The 2,000 IU dose places The Foundation at the upper end of the Endocrine Society's 1,500–2,000 IU maintenance recommendation for adults and at 50% of the EFSA tolerable upper limit. It is paired with 100 mcg MK-7 K2 to support osteocalcin carboxylation — the step that directs calcium absorption towards bone rather than leaving it unanchored in the bloodstream. Two capsules daily with food.

View The Foundation

Frequently asked questions

Is 2,000 IU of vitamin D3 enough per day?

For most adults who are not severely vitamin D deficient, 2,000 IU per day is sufficient to achieve and maintain circulating 25(OH)D levels above the sufficiency threshold of 30 ng/mL. The Endocrine Society (Holick et al. 2011) recommends 1,500–2,000 IU/day for adults as a maintenance dose. The EFSA tolerable upper limit for adults is 4,000 IU/day, making 2,000 IU exactly 50% of the safety ceiling. If you are diagnosed with vitamin D deficiency, your GP may recommend a short-term higher-dose correction course before moving to a maintenance dose.

Why do some people recommend 5,000 IU of vitamin D?

The 5,000 IU recommendation circulates primarily in American wellness and functional medicine communities rather than from UK or European guideline bodies. 5,000 IU is a dose used clinically to correct vitamin D deficiency under medical supervision — not a maintenance dose for healthy, non-deficient adults. It also exceeds EFSA's 4,000 IU tolerable upper limit for long-term daily use by 25%. For the purpose of maintaining adequate vitamin D status in adults, clinical guidelines recommend 1,500–2,000 IU. Higher doses should be taken only under medical guidance.

What is the NHS recommended vitamin D dose?

The NHS recommends 10 micrograms (400 IU) of vitamin D daily during autumn and winter for most adults, and year-round for those at higher risk of deficiency (including people who are housebound, cover most of their skin outdoors, or have darker skin). The NHS also states that adults should not exceed 100 micrograms (4,000 IU) per day — the same upper limit set by EFSA. The 400 IU figure is a public health minimum to prevent deficiency across the population, not a target for optimal 25(OH)D concentrations; the Endocrine Society places the maintenance target range at 1,500–2,000 IU.

Why is vitamin K2 included with D3 in The Foundation?

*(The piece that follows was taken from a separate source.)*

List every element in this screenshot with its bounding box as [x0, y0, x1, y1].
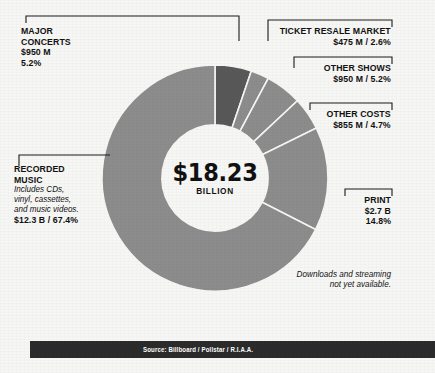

Vitamin D3 increases the amount of calcium absorbed from food and supplements. Vitamin K2 is required as a cofactor for the carboxylation of osteocalcin — the bone matrix protein that binds and directs calcium into bone mineral. Without adequate K2, osteocalcin circulates in an undercarboxylated form that is less effective at anchoring calcium to bone. A meta-analysis by Kuang et al. 2020 (PMID 32219282, 8 RCTs, 971 subjects) found that combined K+D supplementation significantly increased total BMD (effect size 0.316) and significantly decreased undercarboxylated osteocalcin, with the largest effects seen when K2 specifically was used. The Foundation uses MK-7 (menaquinone-7) at 100 mcg — the K2 form with the longest biological half-life.

Can I get enough vitamin D from sunlight in the UK?

From approximately October through to March, the answer is no. At UK latitudes (50–60° north), the solar angle in autumn and winter means that UVB photons — the specific wavelengths (290–315 nm) that drive cutaneous vitamin D3 synthesis — do not reach the surface in sufficient quantities to produce vitamin D in skin. Supplementation during this period is the only reliable way to maintain vitamin D status from dietary or supplemental sources in the UK. Between April and September, 10–15 minutes of midday sun on forearms and face is generally sufficient for most adults with lighter skin; people with darker skin, those who cover most of their skin outdoors, or those who spend limited time outdoors may not synthesise adequate amounts even in summer.

Further reading

Food supplements are not a substitute for a varied, balanced diet and a healthy lifestyle. Do not exceed the recommended daily dose. Always speak to your GP if you are taking medication or have a medical condition.